So that's what's happening. So the inflation, sorry, the interest rate cutting has created this massive bubble, right? Here's the next part. Just quickly, if you're ready to take control of your finances but feel stuck on where to start, I have a solution. My book, Money Buys Happiness, simplifies investing and wealth building with practical steps to help you achieve financial peace. Get your copy via the link in the show notes and let's get your
money working for you. Now back to the episode. The second big factor that cannot be repeated. There's maybe one way it can, which we'll talk about at the end, but it just came to me. I don't see how this can be repeated. It's the income revolution. What
¶ Income revolution and property boom.
that means is back in the 70s, 50 years ago, when this property boom began, when interest rates started dropping, what we started seeing was women effectively were moving in from just managing the household, raising children, and more of them moved into earning income. Women were still working, but en masse moved into the workforce. And they started taking on full-time careers. So it went from maybe what might have been a part-time income or no income to a full-time income. So you had two
of the couples both working. If you think about that, if the husband was working as an example and he was making $25,000 a year, The woman starts to work full time and all of a sudden they're making 50,000 a year. So they double their serviceability, right? And they increase it drastically. They may not have doubled it, but they may have got way up there. I think the data suggests 1.6 times. So they've improved or increased their capacity to service loans by 60%. That
obviously means they can borrow more money. Their serviceability went way up. That just meant that they could buy more, they could borrow more to buy a bigger house and upgrade. It starts to bid the price of housing up. Does that make sense? That's what happens when you borrow money. You have to service the loan. All of a sudden, they doubled their servicing ability. The property boom wasn't necessarily built on the bricks. It was built on moms joining the workforce
in record numbers. And here's why it can't be repeated, because there's not a mom and a dad and another mom. Well, in some weird households, maybe 0.001% in America, there might be, maybe in Australia, I don't know. But generally speaking, it's the husband and the wife, or it's a couple, right? So you can't just add a third person, right? You can't do that, unless you start bringing workers into the home, right, polygamy. It's
just, it's not gonna work. You can't pull the lever again.
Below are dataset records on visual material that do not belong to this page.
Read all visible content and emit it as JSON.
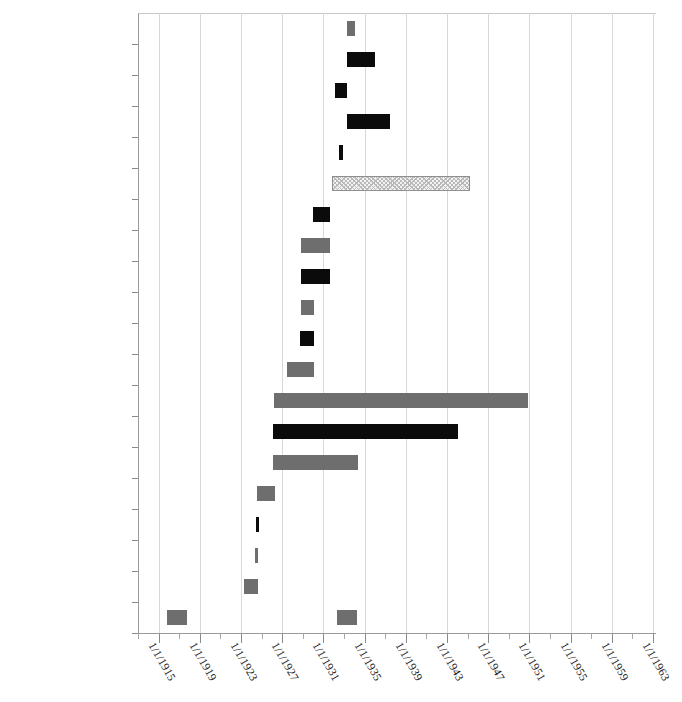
{
  "chart_data": {
    "type": "bar",
    "orientation": "horizontal-gantt",
    "title": "",
    "subtitle": "",
    "xlabel": "",
    "ylabel": "",
    "grid": true,
    "legend": null,
    "xlim": [
      "1/1/1913",
      "1/1/1963"
    ],
    "x_major_tick_labels": [
      "1/1/1915",
      "1/1/1919",
      "1/1/1923",
      "1/1/1927",
      "1/1/1931",
      "1/1/1935",
      "1/1/1939",
      "1/1/1943",
      "1/1/1947",
      "1/1/1951",
      "1/1/1955",
      "1/1/1959",
      "1/1/1963"
    ],
    "x_major_tick_years": [
      1915,
      1919,
      1923,
      1927,
      1931,
      1935,
      1939,
      1943,
      1947,
      1951,
      1955,
      1959,
      1963
    ],
    "x_minor_tick_years": [
      1913,
      1917,
      1921,
      1925,
      1929,
      1933,
      1937,
      1941,
      1945,
      1949,
      1953,
      1957,
      1961
    ],
    "x_tick_label_rotation_deg": 60,
    "categories": [
      "Marian Clarke",
      "Isabella Greenway",
      "Kathryn McCarthy",
      "Virginia Jenckes",
      "Willa Eslick",
      "Hattie Caraway",
      "Effiegene Wingo",
      "Ruth Pratt",
      "Ruth Owen",
      "Ruth McCormick",
      "Pearl Oldfield",
      "Katherine Langley",
      "Edith Nourse Rogers",
      "Mary Norton",
      "Florence Kahn",
      "Mae Ella Nolan",
      "Rebecca Felton",
      "Winnifred Huck",
      "Alice Robertson",
      "Jeannette Rankin"
    ],
    "colors": {
      "dark": "#0b0b0b",
      "gray": "#6e6e6e",
      "hatched_fill": "#f2f2f2",
      "hatched_stroke": "#8f8f8f",
      "gridline": "#d8d8d8",
      "axis": "#9a9a9a"
    },
    "bars": [
      {
        "category": "Marian Clarke",
        "start_year": 1933.3,
        "end_year": 1934.1,
        "style": "gray"
      },
      {
        "category": "Isabella Greenway",
        "start_year": 1933.3,
        "end_year": 1936.0,
        "style": "dark"
      },
      {
        "category": "Kathryn McCarthy",
        "start_year": 1932.1,
        "end_year": 1933.3,
        "style": "dark"
      },
      {
        "category": "Virginia Jenckes",
        "start_year": 1933.3,
        "end_year": 1937.5,
        "style": "dark"
      },
      {
        "category": "Willa Eslick",
        "start_year": 1932.5,
        "end_year": 1932.9,
        "style": "dark"
      },
      {
        "category": "Hattie Caraway",
        "start_year": 1931.8,
        "end_year": 1945.2,
        "style": "hatched"
      },
      {
        "category": "Effiegene Wingo",
        "start_year": 1930.0,
        "end_year": 1931.6,
        "style": "dark"
      },
      {
        "category": "Ruth Pratt",
        "start_year": 1928.8,
        "end_year": 1931.6,
        "style": "gray"
      },
      {
        "category": "Ruth Owen",
        "start_year": 1928.8,
        "end_year": 1931.6,
        "style": "dark"
      },
      {
        "category": "Ruth McCormick",
        "start_year": 1928.8,
        "end_year": 1930.1,
        "style": "gray"
      },
      {
        "category": "Pearl Oldfield",
        "start_year": 1928.7,
        "end_year": 1930.1,
        "style": "dark"
      },
      {
        "category": "Katherine Langley",
        "start_year": 1927.5,
        "end_year": 1930.1,
        "style": "gray"
      },
      {
        "category": "Edith Nourse Rogers",
        "start_year": 1926.2,
        "end_year": 1950.9,
        "style": "gray"
      },
      {
        "category": "Mary Norton",
        "start_year": 1926.1,
        "end_year": 1944.1,
        "style": "dark"
      },
      {
        "category": "Florence Kahn",
        "start_year": 1926.1,
        "end_year": 1934.4,
        "style": "gray"
      },
      {
        "category": "Mae Ella Nolan",
        "start_year": 1924.6,
        "end_year": 1926.3,
        "style": "gray"
      },
      {
        "category": "Rebecca Felton",
        "start_year": 1924.5,
        "end_year": 1924.7,
        "style": "dark"
      },
      {
        "category": "Winnifred Huck",
        "start_year": 1924.4,
        "end_year": 1924.6,
        "style": "gray"
      },
      {
        "category": "Alice Robertson",
        "start_year": 1923.3,
        "end_year": 1924.7,
        "style": "gray"
      },
      {
        "category": "Jeannette Rankin",
        "start_year": 1915.8,
        "end_year": 1917.8,
        "style": "gray"
      },
      {
        "category": "Jeannette Rankin",
        "start_year": 1932.3,
        "end_year": 1934.3,
        "style": "gray"
      }
    ]
  }
}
Okay, so side by side, 1970s family versus modern family, it shows one income versus two. So we didn't get richer necessarily, we just added another breadwinner to the mortgage. Does that make sense? Now, the only possible, possible way, no I can't, potentially if children stay at home and start working and bring in that income to that household, then yes, you could, but culturally, are we gonna
start living with mom and dad for the rest of our lives? Probably not. Possible, unlikely. So will we see another full-time income come to the household? I would say unlikely. So can it be repeated? No. You're not gonna see that doubling of borrowing capacity be repeated. So what's the third one? Longer
mortgage lengths, stretching the rubber band, right? And you're probably seeing noise of them offering potentially, maybe in the future, offering 40-year mortgages, particularly if you're only putting a 5% deposit down, okay? So mortgages in the 70s and 80s, they were typically 20 years. Today, they're 30 years, standard. And some banks, you can stretch it further because what happens is people pay down a lot, get the equity, go buy something else, reset it. They reset it.
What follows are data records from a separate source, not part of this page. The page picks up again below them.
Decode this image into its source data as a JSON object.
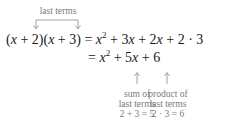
{
  "annotation_top": {
    "label": "last terms"
  },
  "equation": {
    "line1": {
      "lhs": "(x + 2)(x + 3)",
      "rhs": "= x² + 3x + 2x + 2 · 3"
    },
    "line2": {
      "rhs": "= x² + 5x + 6"
    }
  },
  "annotations_bottom": [
    {
      "line1": "sum of",
      "line2": "last terms",
      "line3": "2 + 3 = 5"
    },
    {
      "line1": "product of",
      "line2": "last terms",
      "line3": "2 · 3 = 6"
    }
  ],
  "colors": {
    "text": "#1a1a1a",
    "annotation": "#7a7a7a"
  }
}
So we're really living in perpetual mortgage world. It's just become such a normal part of people's payments every month that, oh, our mortgage payments is falling. Let's go get a bigger house. Let's bid the price up again. And let's go reset our mortgage for another 30 years. Because real estate never goes backwards, right, honey? Right? So you're seeing the standard mortgage go from 20 years to 30 years. Now it'll be 40. Then
it might be 50. And what you start to see is you start to then move into a situation where it's kind of becoming more like a long term lease, right? Where you really the bank owns the property for most of your life, okay, on paper. So what happens when you extend the
¶ Mortgage length and affordability.
term for a mortgage, is you reduce the repayments, but you increase the total interest payable over that time period. So what you might think feels good in the short term, because yes, you can service the debt better with lower principal repayments, but you're gonna pay a ton more interest over time. In fact... you will pay more than the entire value of your house on
a 30 year loan term just in interest. So for example, if you're buying a million dollar house today and you're putting down a 5 or 10 percent deposit, which is what most people do, 10 percent, and you're borrowing for 30 years, you're going to pay more, not the same, you'll pay more, probably 1.25 to 1.5 times more than the value of the house. So you'll pay 1.5 million dollars in interest and your house was bought for a million. People are like, yeah, but my house grows. Yes, but
it's just offset the interest cost completely. So there's no actual gain. Does that make sense? So you're going to be paying a ton of interest. And the longer the loan terms go, so if we push out the 50-year mortgages that aren't really realistic, you're going to have lower repayments, but you're going to pay a fortune in interest. It's going to feel like a lease. We didn't make housing more affordable. We just kicked the can down the road. So that's what happened
when we extended mortgages. And I can't see that, like what are we going to do? A hundred year mortgages? You might see 40, but geez, like we're pushing it, aren't we? Like how many of you really want to be in debt servitude for 40 flipping years? Maybe some of you do. I mean, I go down the M1 every day and I see people in the rat race working extremely hard, sacrificing their best years of their life to get to a point at 65 and just have their house paid off. That's their one goal in life. It's
like, oh my God. Really? That's what I was put on earth to do is just pay the mortgage off. I mean, it's a goal, but with 40 and 50 year mortgages, isn't it more like slavery? So what's the fourth factor that can't be repeated? I mean, how do we go, how do you lift 20 to 30? How do you lift 50% again to 45 years? I don't know if that's going to happen. Possible, possible. That's probably one of the few that can be repeated, but geez, I hope it doesn't happen. The
fourth one. real wages growth, like real wages growth. So actual productive gains in the labor market. So from 1973 to today, effectively, wages grew about 5.8% per annum on average, nominal, which gave the banks more confidence to lend more over time. So it allowed people to commit to big loans, knowing that their wages are going to rise in future, keep servicing those loans to manage the burden, to soften the blow, right? But today, real wage growth is weak. It's weak. Real wage
growth is weak. There's been times where like per capita GDPs flat in Australia for the last seven quarters, almost two years. And wage growth has been anemic. There was a very short time period there in COVID or post COVID where the wage growth grew a little bit because of there was under supply of labor to the market and high demand jobs. But by and large, over the last however many years, again, it's five, it's not much. It's not drastic, put it that way. Today,
real wage growth is like less, it's 3.8%. It's barely keeping up with inflation. In fact, it's probably meeting inflation. So without strong wage growth above inflation, you can't take on any more debt. You're not able to because you're not getting any real growth in your income. So as the as your debt's kind of like being serviced by the interest rate too, you can't out-earn the returns or the repayments of
your mortgage. So it's not like you can just go and borrow more, basically. So it just caps the borrowing rate when our wage growth is not keeping up with inflation. Now, I think also with AI, the onset of AI, what
¶ Impact of AI on jobs.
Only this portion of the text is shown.